Balzac and the Little Chinese Seamstress

Plot summary

The novel, written by Dai Sijie, is about two teenage boys during the Chinese Cultural Revolution, Luo, described as having "a genius for storytelling",[1] and the unnamed narrator, "a fine musician".[2] They are assigned to re-education through labor and are sent to a mountain called "Phoenix of the Sky" near Tibet to work in the coal mines and with the rice crop, because their doctor parents have been declared enemies of the state by the government. The two boys fall in love with the Little Seamstress, the daughter of the local tailor and "the region's reigning beauty". Residents of the small farming village are delighted by the stories the two teenagers retell from classic literature and movies that they have seen. They are even excused from work for a few days to see The Flower Girl at a nearby town and later retell the story to the townspeople, through a process known as "oral cinema".[3]: 204 

Luo and the narrator meet Four-Eyes, the son of a poet, who is also being re-educated. Although he is succeeding in re-education, he is also hiding a secret set of foreign novels that are forbidden by Chinese law. The boys convince Four-Eyes to let them borrow the book Ursule Mirouët by Honoré de Balzac. After staying up all night reading the book, Luo gives the book to the narrator and leaves the village in order to tell the story to the Little Seamstress.[4] Luo returns carrying leaves from a tree near where he and the Little Seamstress had sex.
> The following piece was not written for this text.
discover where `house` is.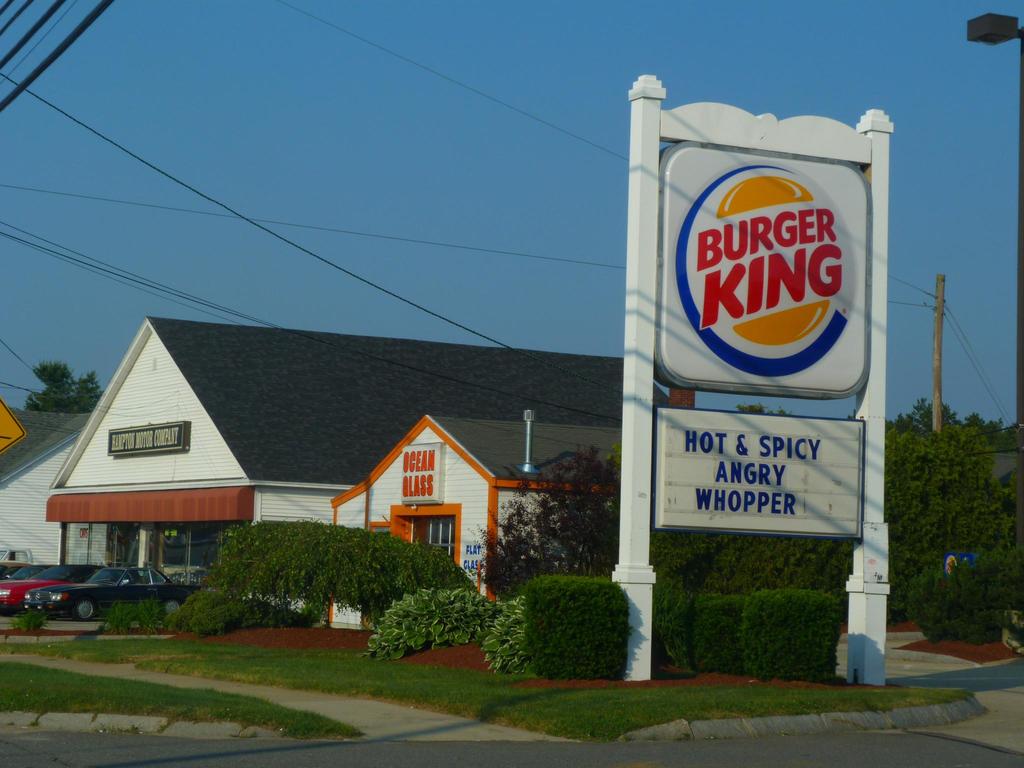
Discovered at (0, 399, 99, 564).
The village headman, who has just had an unsuccessful dental surgery, threatens to arrest Luo and the narrator for harboring forbidden ideas from The Count of Monte Cristo if they don't agree to find a solution to the headman's dental problems. The pair find a solution and turn the drill "slowly... to punish him".[5] Later, the headman allows Luo to go home to look after his sick mother. While Luo is gone, the Little Seamstress finds out that she is pregnant, which she confides to the narrator. However, since the revolutionary society does not permit having children out of wedlock, and she and Luo are too young, the narrator must set up a secret abortion for her. Luo comes back to the village three months after this unexpected event.

The Little Seamstress learns about the outside world by reading the foreign books with Luo's help. She eventually leaves the mountain and everything that she has known without saying goodbye, to start a new life in the city. Luo becomes inebriated and incinerates all of the foreign books "in [a] frenzy",[6] ending the novel.